The Scottish SF writer Iain M Banks and the Welsh author Alastair Reynolds take leftist ideas even further in their novels. Banks’ Culture, an interstellar civilization of anarchic humanoids, who live for pleasure and the pursuit of their own meaning, is ruled by advanced AI just like the Mondragon in 2312. Automation has freed people from work. In Reynolds Revelation Space far future series, the Demarchists govern themselves through a system of democratic anarchy, or Demarchy. A cybernetic brain implant allows for all citizens to be instantly polled on any decision the government makes. Because there are so many decisions made in a minute, this voting process becomes a subconscious response for all but the most major issues.
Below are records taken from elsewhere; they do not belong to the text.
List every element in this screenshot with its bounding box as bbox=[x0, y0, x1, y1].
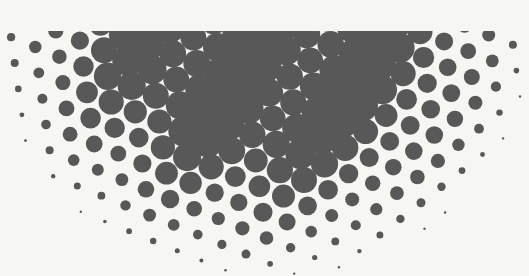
halftone-dot bbox=[360, 148, 379, 167]
halftone-dot bbox=[110, 146, 126, 162]
halftone-dot bbox=[29, 41, 41, 53]
halftone-dot bbox=[173, 143, 201, 171]
halftone-dot bbox=[92, 164, 104, 176]
halftone-dot bbox=[244, 149, 268, 173]
halftone-dot bbox=[365, 176, 380, 191]
halftone-dot bbox=[159, 40, 186, 67]
halftone-dot bbox=[217, 240, 226, 249]
halftone-dot bbox=[298, 196, 317, 215]
halftone-dot bbox=[255, 79, 283, 107]
halftone-dot bbox=[150, 238, 156, 244]
halftone-dot bbox=[496, 109, 502, 115]
halftone-dot bbox=[175, 248, 180, 253]
halftone-dot bbox=[155, 162, 178, 185]
halftone-dot bbox=[384, 33, 414, 63]
halftone-dot bbox=[312, 255, 317, 260]
halftone-dot bbox=[206, 184, 224, 202]
halftone-dot bbox=[439, 58, 457, 76]
halftone-dot bbox=[491, 82, 501, 92]
halftone-dot bbox=[410, 170, 425, 185]
halftone-dot bbox=[339, 164, 358, 183]
halftone-dot bbox=[375, 104, 398, 127]
halftone-dot bbox=[116, 173, 129, 186]
halftone-dot bbox=[460, 43, 476, 59]
halftone-dot bbox=[431, 154, 445, 168]
halftone-dot bbox=[120, 200, 130, 210]
halftone-dot bbox=[260, 106, 286, 132]
halftone-dot bbox=[502, 137, 504, 139]
halftone-dot bbox=[118, 72, 146, 100]
halftone-dot bbox=[421, 100, 440, 119]
halftone-dot bbox=[279, 213, 296, 230]
halftone-dot bbox=[224, 269, 227, 272]
halftone-dot bbox=[390, 186, 404, 200]
halftone-dot bbox=[370, 203, 382, 215]
halftone-dot bbox=[37, 94, 47, 104]
halftone-dot bbox=[143, 209, 156, 222]
halftone-dot bbox=[385, 159, 402, 176]
halftone-dot bbox=[124, 100, 147, 123]
halftone-dot bbox=[63, 127, 78, 142]
halftone-dot bbox=[442, 84, 460, 102]
halftone-dot bbox=[297, 48, 323, 74]
halftone-dot bbox=[286, 243, 295, 252]
halftone-dot bbox=[94, 62, 121, 89]
halftone-dot bbox=[51, 174, 55, 178]
halftone-dot bbox=[509, 41, 517, 49]
halftone-dot bbox=[105, 118, 125, 138]
halftone-dot bbox=[80, 211, 82, 213]
halftone-dot bbox=[468, 96, 482, 110]
halftone-dot bbox=[98, 192, 106, 200]
halftone-dot bbox=[444, 211, 446, 213]
halftone-dot bbox=[351, 220, 361, 230]
halftone-dot bbox=[68, 154, 80, 166]
halftone-dot bbox=[20, 112, 25, 117]
top-blank-strip bbox=[0, 0, 529, 31]
halftone-dot bbox=[345, 192, 359, 206]
halftone-dot bbox=[168, 219, 180, 231]
halftone-dot bbox=[80, 108, 101, 129]
halftone-dot bbox=[138, 181, 155, 198]
halftone-dot bbox=[143, 83, 169, 109]
halftone-dot bbox=[452, 139, 464, 151]
halftone-dot bbox=[230, 194, 247, 211]
halftone-dot bbox=[423, 228, 425, 230]
halftone-dot bbox=[413, 47, 434, 68]
halftone-dot bbox=[133, 154, 151, 172]
halftone-dot bbox=[103, 220, 107, 224]
halftone-dot bbox=[396, 89, 417, 110]
halftone-dot bbox=[480, 152, 485, 157]
halftone-dot bbox=[161, 190, 179, 208]
halftone-dot bbox=[486, 55, 499, 68]
halftone-dot bbox=[437, 183, 445, 191]
halftone-dot bbox=[380, 132, 399, 151]
halftone-dot bbox=[186, 201, 202, 217]
halftone-dot bbox=[242, 250, 251, 259]
halftone-dot bbox=[405, 142, 423, 160]
halftone-dot bbox=[474, 124, 484, 134]
halftone-dot bbox=[325, 209, 338, 222]
halftone-dot bbox=[74, 182, 81, 189]
halftone-dot bbox=[76, 81, 98, 103]
halftone-dot bbox=[193, 230, 203, 240]
halftone-dot bbox=[464, 69, 480, 85]
halftone-dot bbox=[401, 116, 420, 135]
halftone-dot bbox=[179, 172, 201, 194]
halftone-dot bbox=[417, 198, 426, 207]
halftone-dot bbox=[55, 75, 70, 90]
halftone-dot bbox=[59, 101, 75, 117]
halftone-dot bbox=[212, 212, 225, 225]
halftone-dot bbox=[311, 150, 338, 177]
halftone-dot bbox=[447, 111, 463, 127]
halftone-dot bbox=[271, 36, 300, 65]
halftone-dot bbox=[331, 238, 339, 246]
halftone-dot bbox=[11, 59, 19, 67]
halftone-dot bbox=[199, 154, 224, 179]
halftone-dot bbox=[514, 68, 520, 74]
halftone-dot bbox=[368, 75, 397, 104]
halftone-dot bbox=[426, 126, 444, 144]
halftone-dot bbox=[418, 74, 437, 93]
halftone-dot bbox=[46, 146, 54, 154]
halftone-dot bbox=[254, 203, 273, 222]
halftone-dot bbox=[293, 272, 295, 274]
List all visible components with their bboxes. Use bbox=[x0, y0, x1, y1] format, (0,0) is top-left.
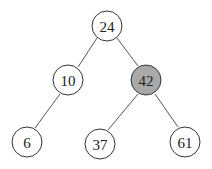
edge-24-10 bbox=[78, 38, 97, 67]
edge-42-61 bbox=[155, 94, 178, 127]
svg-text:10: 10 bbox=[61, 73, 76, 89]
edge-10-6 bbox=[35, 94, 60, 128]
node-42-highlighted: 42 bbox=[131, 65, 161, 95]
node-24: 24 bbox=[92, 11, 122, 41]
edge-42-37 bbox=[108, 94, 138, 130]
svg-text:6: 6 bbox=[23, 135, 31, 151]
svg-text:42: 42 bbox=[139, 73, 154, 89]
binary-tree-diagram: 24 10 42 6 37 61 bbox=[0, 0, 212, 169]
svg-text:37: 37 bbox=[93, 137, 109, 153]
edge-24-42 bbox=[117, 38, 138, 66]
svg-text:24: 24 bbox=[100, 19, 116, 35]
node-6: 6 bbox=[12, 127, 42, 157]
svg-text:61: 61 bbox=[178, 135, 193, 151]
node-10: 10 bbox=[53, 65, 83, 95]
node-61: 61 bbox=[170, 127, 200, 157]
node-37: 37 bbox=[85, 129, 115, 159]
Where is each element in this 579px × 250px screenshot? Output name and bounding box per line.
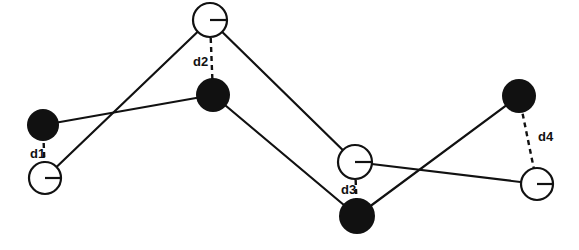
filled-nodes-group <box>27 78 536 234</box>
distance-label-d3: d3 <box>341 182 356 197</box>
edge-o2-o3 <box>210 20 355 162</box>
open-node-stubs-group <box>45 20 553 184</box>
solid-edges-group <box>43 20 537 216</box>
node-link-diagram: d1 d2 d3 d4 <box>0 0 579 250</box>
edge-o3-o4 <box>355 162 537 184</box>
edge-f2-f3 <box>213 95 357 216</box>
diagram-canvas: d1 d2 d3 d4 <box>0 0 579 250</box>
distance-label-d2: d2 <box>193 54 208 69</box>
distance-label-d4: d4 <box>538 129 554 144</box>
filled-node-f1 <box>27 109 59 141</box>
filled-node-f2 <box>196 78 230 112</box>
filled-node-f3 <box>339 198 375 234</box>
open-nodes-group <box>29 3 553 200</box>
distance-label-d1: d1 <box>30 146 45 161</box>
edge-f3-f4 <box>357 96 519 216</box>
filled-node-f4 <box>502 79 536 113</box>
distance-lines-group <box>43 20 537 216</box>
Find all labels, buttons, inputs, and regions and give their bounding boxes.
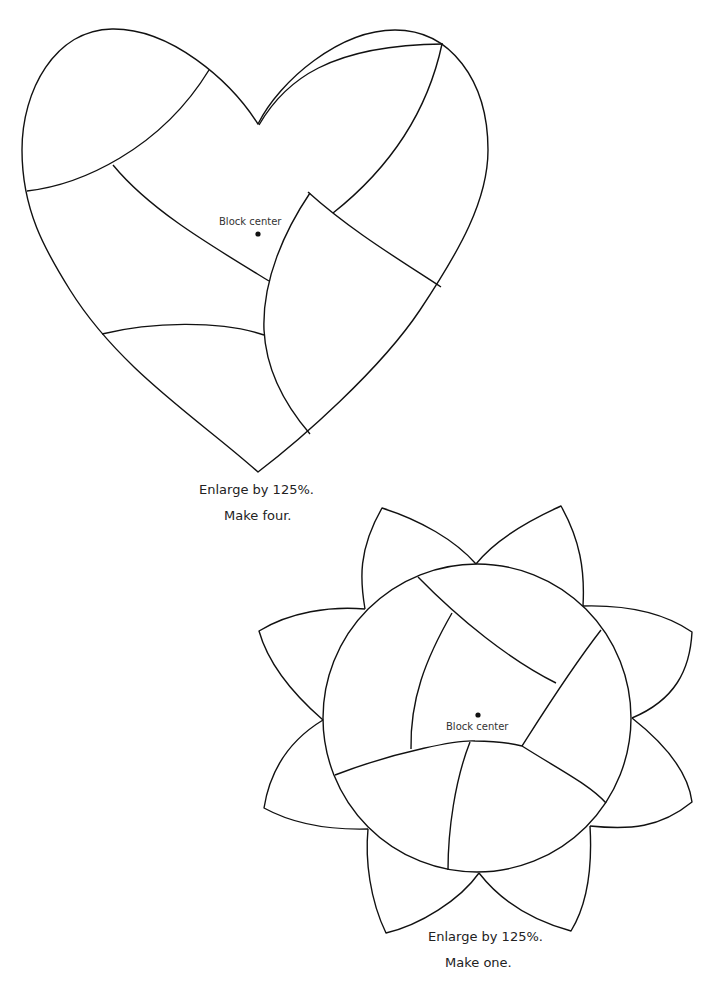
heart-outline [22,29,488,472]
flower-center-dot [475,712,480,717]
heart-seam-6 [308,192,441,287]
flower-block-center-label: Block center [446,721,508,732]
heart-block-center-label: Block center [219,216,281,227]
heart-caption-enlarge: Enlarge by 125%. [199,482,314,497]
flower-petal [479,826,591,931]
heart-seam-5 [264,193,310,434]
heart-seam-1 [27,70,209,191]
flower-petal [590,718,692,828]
flower-petal [583,606,692,718]
flower-seam-4 [335,741,522,775]
flower-petal [476,506,583,606]
flower-petal [259,608,365,720]
heart-center-dot [255,231,260,236]
flower-seam-3 [522,630,601,746]
heart-caption-quantity: Make four. [224,508,291,523]
flower-seam-5 [448,742,470,870]
flower-seam-1 [418,577,556,683]
flower-pattern [259,506,692,933]
pattern-canvas [0,0,720,988]
flower-caption-quantity: Make one. [445,955,512,970]
flower-petal [362,508,476,609]
flower-petal [367,829,479,933]
flower-seam-6 [522,746,606,803]
heart-seam-7 [102,324,264,335]
flower-caption-enlarge: Enlarge by 125%. [428,929,543,944]
flower-center-circle [323,564,631,872]
heart-seam-4 [333,44,442,213]
heart-pattern [22,29,488,472]
flower-petal [264,720,368,829]
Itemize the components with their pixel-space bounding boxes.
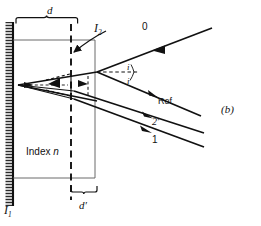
ray-1-label: 1 [152,135,158,145]
interface-I1-subscript: 1 [8,210,12,219]
medium-index-label: Index n [26,147,59,157]
angle-arc-bottom [130,72,134,81]
interface-I1-label: I1 [4,204,12,219]
ray-1-line [74,99,204,147]
medium-index-symbol: n [53,146,59,157]
medium-index-text: Index [26,146,53,157]
brace-dprime-path [71,186,97,194]
reflected-ray-arrowhead [148,90,158,98]
hatched-wall-group [6,22,14,206]
angle-i-bottom-label: i [127,77,130,86]
figure-caption: (b) [221,104,234,115]
optics-ray-diagram: d I2 0 i i Ref 2′ 1 Index n d′ I1 (b) [0,0,261,226]
ray-2prime-line [74,91,204,133]
thickness-dprime-label: d′ [79,200,87,211]
thickness-d-label: d [47,5,53,16]
interface-I2-label: I2 [94,22,102,37]
film-rectangle-group [13,40,95,178]
wall-hatching [6,22,14,206]
reflected-ray-label: Ref [158,97,172,106]
angle-i-top-label: i [127,63,130,72]
brace-d-path [16,16,78,24]
ray-2prime-label: 2′ [152,117,159,127]
wedge-arrowhead-mid [78,80,88,87]
brace-d-group [16,16,78,24]
brace-dprime-group [71,186,97,194]
internal-ray-wedge [18,72,97,101]
angle-arc-top [131,65,134,73]
interface-I2-subscript: 2 [98,28,102,37]
incident-ray-label: 0 [142,22,148,32]
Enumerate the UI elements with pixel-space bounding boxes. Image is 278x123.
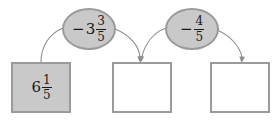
operation-oval-2-content: − 4 5 <box>180 15 204 42</box>
value-box-3[interactable] <box>210 62 270 113</box>
arrow-oval2-to-box3 <box>217 30 242 57</box>
value-box-1-denominator: 5 <box>42 89 52 101</box>
fraction-flow-diagram: 6 1 5 − 3 3 5 <box>0 0 278 123</box>
operation-oval-1-fraction: 3 5 <box>96 15 106 42</box>
value-box-1-whole: 6 <box>31 80 41 95</box>
operation-oval-1-denominator: 5 <box>96 31 106 43</box>
arrow-oval1-to-box2 <box>115 29 140 57</box>
operation-oval-1-whole: 3 <box>86 22 96 37</box>
arrow-box2-to-oval2 <box>141 28 166 60</box>
value-box-1-content: 6 1 5 <box>30 74 51 101</box>
operation-oval-2-numerator: 4 <box>194 15 204 27</box>
operation-oval-1-sign: − <box>72 22 85 37</box>
operation-oval-2-sign: − <box>180 22 193 37</box>
arrow-box1-to-oval1 <box>41 28 63 62</box>
operation-oval-1-content: − 3 3 5 <box>72 15 106 42</box>
value-box-1-fraction: 1 5 <box>42 74 52 101</box>
operation-oval-1-numerator: 3 <box>96 15 106 27</box>
operation-oval-2-denominator: 5 <box>194 31 204 43</box>
operation-oval-2-fraction: 4 5 <box>194 15 204 42</box>
value-box-2[interactable] <box>112 62 172 113</box>
value-box-1-numerator: 1 <box>42 74 52 86</box>
operation-oval-1[interactable]: − 3 3 5 <box>62 8 116 50</box>
value-box-1[interactable]: 6 1 5 <box>11 62 71 113</box>
operation-oval-2[interactable]: − 4 5 <box>165 8 219 50</box>
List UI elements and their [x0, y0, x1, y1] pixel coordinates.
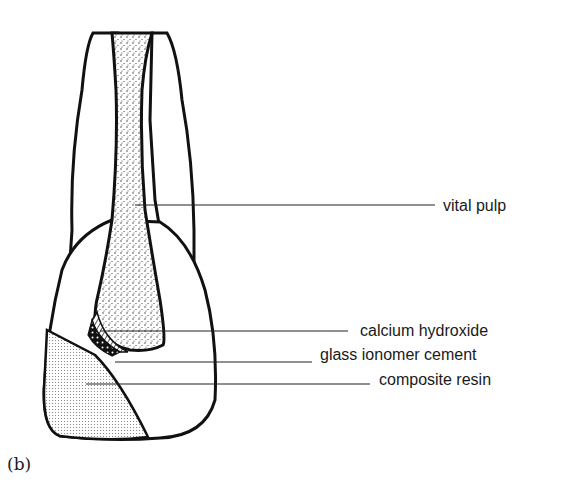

Representative democracy, which can all too often be corrupted by plutocrats, is replaced by absolutely direct democracy. In all these SF novels, technology is essential to our liberation. I don’t think Klein would agree with that. She spends a couple of chapters in This Changes Everything decrying technocratic solutions to climate change. But just as technology has brought us to this juncture, it can be part of our path to a more just future.
Space Habitat by Rick Guidice
Painting by Rick Guidice for NASA.
In many ways 2312 is idealistic but reading it makes me hopeful. Humanity recognizes that we alter nature and that, because of that, we need to consciously be good stewards and use technology to support and extend natural systems. Like in Macrolife, more people live in asteroid habitats than on planets. Each asteroid is a carefully crafted ecosystem called a terrarium. One thing we must keep in mind as we transform our Earth with industrial processes that there is no ideal Eden that we can preserve or recreate. Species and environments are always evolving and people are a part of nature too. Robinson discusses this idea when he catalogues the various ecosystems on the asteroids, some wholly imagined, others based on Earth ecosystems, but all artifacts of human engineering. As humans radically change our world the distinction between natural and artificial environments loses all meaning. We cannot return to an imagined prelapsarian state of complete harmony with our environments. But we can work to change our society and our technology to prioritize sustainability over profitability. And SF can provide us with inspiration and ideas for how to make that possible.

2 comments:

big bang dissertations said...

When reading the book about climate change lately and grappling with despair for our future. In the book Klein describes how government legislation and infrastructure investment can manage a just transition to a low-carbon economy based on local control of renewable power generation, funded by taking the outrageous profits of oil companies in a settlement similar to that against tobacco companies.